[TASK REQUIREMENTS]:
Leaving out all pictures, copy the lines below exactly, from the line with "This screenshot has height=305, width=644." to the last line, both ends included.

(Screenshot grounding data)

============================================================

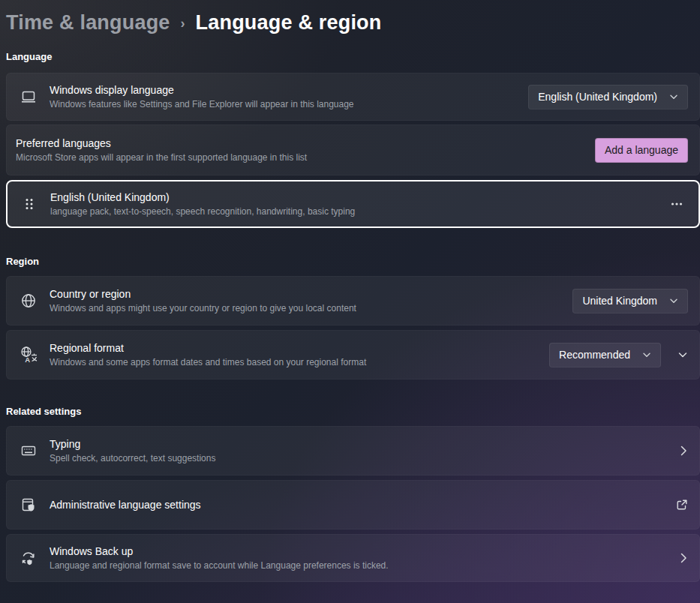  I want to click on row-title: Windows Back up, so click(359, 552).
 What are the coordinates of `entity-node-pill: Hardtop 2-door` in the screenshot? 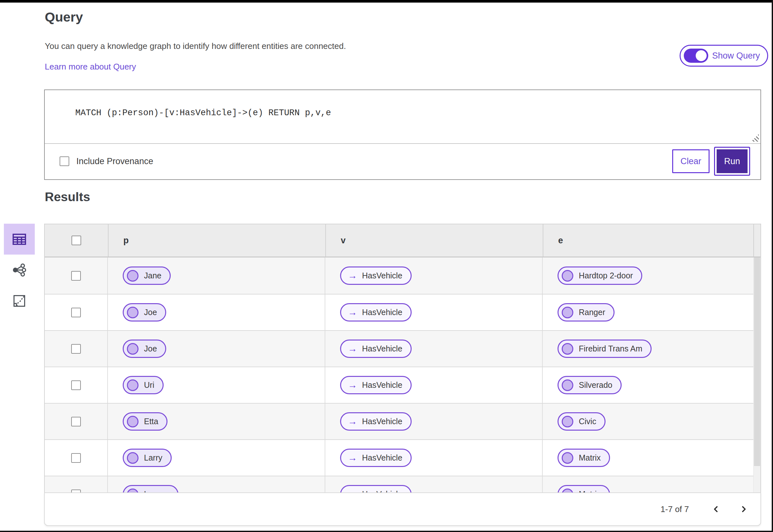 It's located at (600, 275).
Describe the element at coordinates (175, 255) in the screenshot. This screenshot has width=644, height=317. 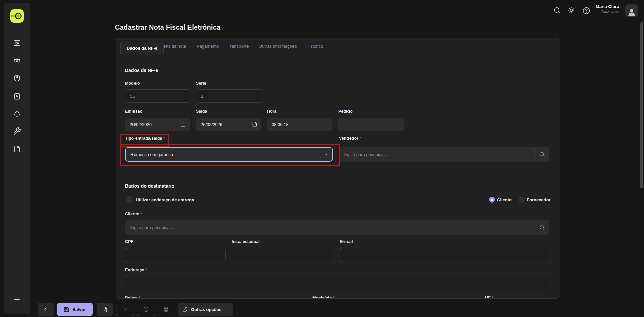
I see `cpf-field` at that location.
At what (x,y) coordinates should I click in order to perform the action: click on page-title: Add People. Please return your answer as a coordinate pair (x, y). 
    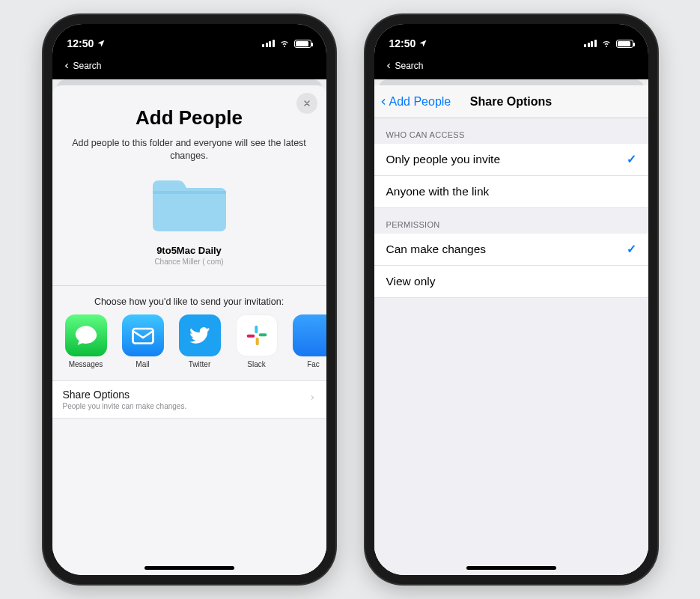
    Looking at the image, I should click on (189, 118).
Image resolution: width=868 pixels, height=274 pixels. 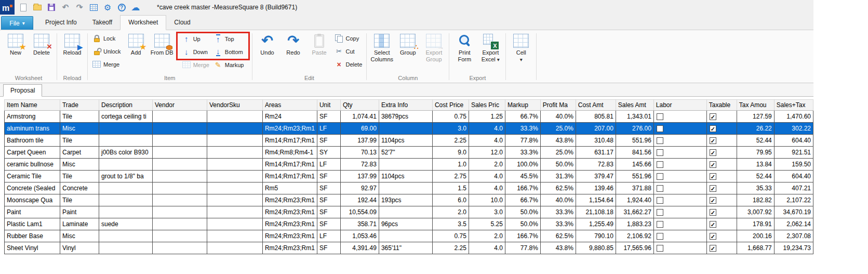 What do you see at coordinates (328, 236) in the screenshot?
I see `cell-unit: LF` at bounding box center [328, 236].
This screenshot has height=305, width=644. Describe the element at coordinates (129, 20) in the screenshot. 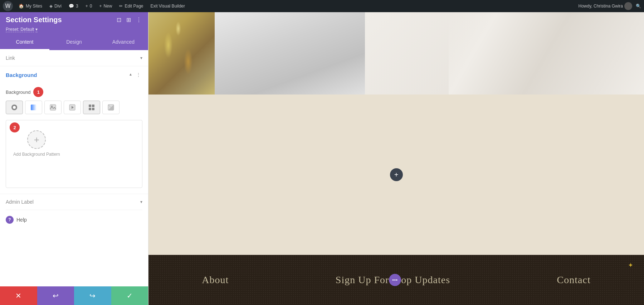

I see `panel-split-icon: ⊞` at that location.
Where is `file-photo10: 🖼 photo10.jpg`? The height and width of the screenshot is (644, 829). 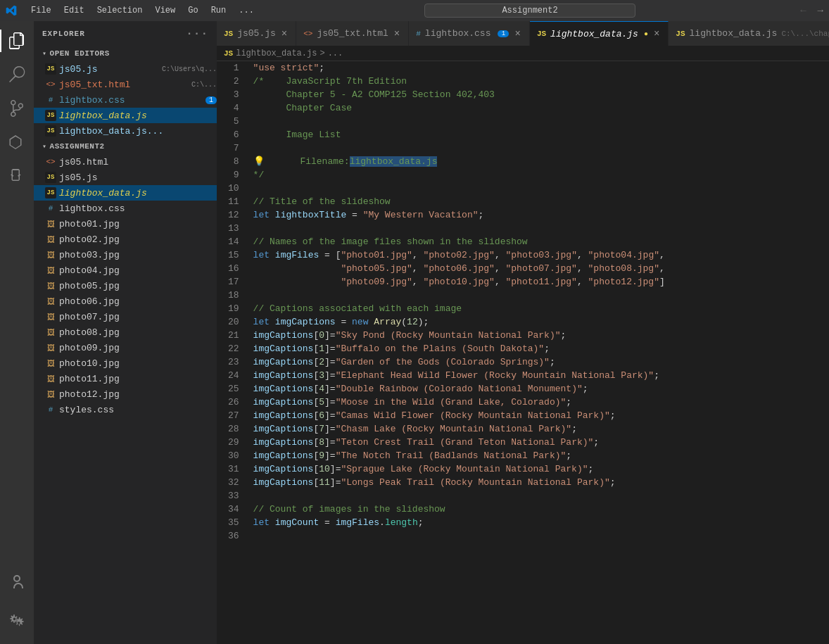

============================================================

[EXPECTED ANSWER]:
This screenshot has height=305, width=644. Describe the element at coordinates (129, 20) in the screenshot. 

I see `panel-split-icon: ⊞` at that location.
Where is `file-photo10: 🖼 photo10.jpg`? The height and width of the screenshot is (644, 829). 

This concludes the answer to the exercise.